Thompson “grew up in a working-class family in Jewell, Iowa,” a tiny farming community north of Des Moines, Amy Julia Harris and Ernesto Londoño report. “His mother was a beautician, according to family friends, and his father worked at a facility to store grain.” Thompson’s childhood was spent “going row by row through the fields to kill weeds with a knife, or working manual labor at turkey and hog farms.”

Those details are worth bearing in mind as some people seek to cast his killing as a tale of justified, or at least understandable, fury against faceless corporate greed. One ex-Times reporter, Taylor Lorenz, said she felt “joy” at the killing. Elizabeth Warren, the Massachusetts senator, offered that “violence is never the answer” but “people can only be pushed so far.” Pictures of Luigi Mangione, the 26-year-old charged with the murder of Thompson, have also elicited a fair amount of oohing and ahhing on social media over his toned physique and bright smile.

But if Mangione’s personal story (at least what we know of it so far) is supposed to serve as some sort of parable, it isn’t one that progressives should take comfort in. He is the scion of a wealthy and prominent Maryland family, was educated at an elite private school and the University of Pennsylvania and worked remotely from a nice apartment in Hawaii. And while Mangione, like millions of people, apparently suffered from debilitating back pain, excellent health care is not generally an issue for Americans of great wealth.

All this suggests that Mangione may prove to be a figure out of a Dostoyevsky novel — Raskolnikov with a silver spoon. It’s a familiar type. Ilich Ramírez Sánchez, better known as Carlos the Jackal, was a lawyer’s son whose mother moved him to London before he went on to become an international terrorist. Osama bin Laden came from immense wealth. Angry rich kids jacked up on radical, nihilistic philosophies can cause a lot of harm, not least to the working-class folks whose interests they pretend to champion.

As for the suggestion that Thompson’s murder should be an occasion to discuss America’s supposed rage at private health insurers, it’s worth pointing out that a 2023 survey from the nonpartisan health policy research institute KFF found that 81 percent of insured adults gave their health insurance plans a rating of “excellent” or “good.” Even a majority of those who said their health was “fair” or “poor” still broadly liked their health insurance.
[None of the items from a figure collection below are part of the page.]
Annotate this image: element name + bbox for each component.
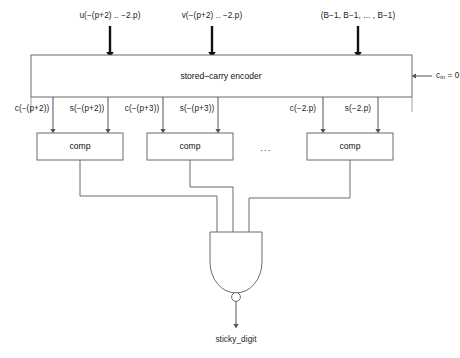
comp-output-wires [80, 160, 350, 232]
carry-in-label: cin = 0 [436, 72, 460, 80]
output-label-s-p3: s(−(p+3)) [180, 105, 215, 113]
encoder-output-wires [53, 97, 378, 131]
output-label-c-2p: c(−2.p) [290, 105, 316, 113]
input-label-u: u(−(p+2) .. −2.p) [79, 12, 140, 20]
carry-in-value: = 0 [445, 71, 459, 80]
sticky-digit-output-label: sticky_digit [215, 336, 256, 344]
input-label-b: (B−1, B−1, ... , B−1) [321, 12, 396, 20]
comp-label-3: comp [339, 141, 360, 151]
comparator-ellipsis: ... [260, 143, 272, 153]
input-label-v: v(−(p+2) .. −2.p) [182, 12, 243, 20]
comp-label-2: comp [179, 141, 200, 151]
nand-gate [210, 232, 262, 293]
encoder-label: stored–carry encoder [180, 71, 261, 81]
inversion-bubble-icon [232, 293, 241, 302]
output-label-s-2p: s(−2.p) [345, 105, 371, 113]
output-label-c-p3: c(−(p+3)) [125, 105, 160, 113]
output-label-s-p2: s(−(p+2)) [70, 105, 105, 113]
comp-label-1: comp [69, 141, 90, 151]
output-label-c-p2: c(−(p+2)) [15, 105, 50, 113]
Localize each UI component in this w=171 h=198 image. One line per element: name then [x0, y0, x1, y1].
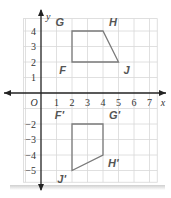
- vertex-label: F': [55, 109, 65, 121]
- vertex-label: G': [109, 109, 121, 121]
- x-axis-arrow-right: [159, 90, 166, 96]
- x-tick-label: 4: [101, 97, 106, 108]
- x-tick-label: 2: [70, 97, 75, 108]
- y-axis-label: y: [45, 11, 51, 22]
- y-tick-label: −3: [25, 134, 36, 145]
- y-axis-arrow-up: [38, 9, 44, 16]
- x-axis-label: x: [160, 97, 166, 108]
- y-tick-label: −4: [25, 150, 36, 161]
- grid-shadow: [10, 185, 165, 190]
- y-tick-label: −2: [25, 119, 36, 130]
- vertex-label: J': [57, 173, 66, 185]
- vertex-label: F: [59, 64, 66, 76]
- x-tick-label: 3: [85, 97, 90, 108]
- vertex-label: H': [108, 157, 119, 169]
- x-tick-label: 1: [54, 97, 59, 108]
- grid: [24, 19, 158, 183]
- y-tick-label: 4: [31, 26, 36, 37]
- x-axis-arrow-left: [4, 90, 11, 96]
- x-tick-label: 5: [116, 97, 121, 108]
- vertex-label: H: [109, 16, 118, 28]
- origin-label: O: [30, 97, 37, 108]
- y-tick-label: 1: [31, 72, 36, 83]
- y-tick-label: 2: [31, 57, 36, 68]
- vertex-label: G: [55, 16, 64, 28]
- vertex-label: J: [124, 64, 131, 76]
- grid-border: [24, 19, 158, 183]
- x-tick-label: 6: [132, 97, 137, 108]
- x-tick-label: 7: [147, 97, 152, 108]
- y-tick-label: −5: [25, 165, 36, 176]
- coordinate-plane: xyO12345674321−2−3−4−5 GHJFF'G'H'J': [0, 0, 171, 198]
- y-tick-label: 3: [31, 41, 36, 52]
No industry is perfect — nor is any health care model — and insurance companies make terrible calls all the time in the interest of cost savings. But the idea that those companies represent a unique evil in American life is divorced from the experience of most of their customers.
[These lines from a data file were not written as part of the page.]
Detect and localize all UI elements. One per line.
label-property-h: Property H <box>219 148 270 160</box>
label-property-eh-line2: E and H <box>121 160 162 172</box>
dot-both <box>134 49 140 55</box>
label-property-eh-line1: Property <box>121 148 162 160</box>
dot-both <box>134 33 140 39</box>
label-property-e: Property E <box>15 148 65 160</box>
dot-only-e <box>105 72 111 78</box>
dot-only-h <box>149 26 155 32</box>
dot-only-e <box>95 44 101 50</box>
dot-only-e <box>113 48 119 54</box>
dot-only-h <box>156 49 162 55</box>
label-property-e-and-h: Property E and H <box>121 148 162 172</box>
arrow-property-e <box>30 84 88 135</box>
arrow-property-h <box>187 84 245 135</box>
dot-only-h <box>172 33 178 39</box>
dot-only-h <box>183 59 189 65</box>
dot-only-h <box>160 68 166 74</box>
Thompson’s life might have been cut brutally short, but it will remain a model for how a talented and determined man from humble roots can still rise to the top of corporate life without the benefit of rich parents and an Ivy League degree. As for the killer, John Fetterman had the choicest words: He’s “going to die in prison,” the peerless Pennsylvania senator told HuffPost. “Congratulations if you want to celebrate that.”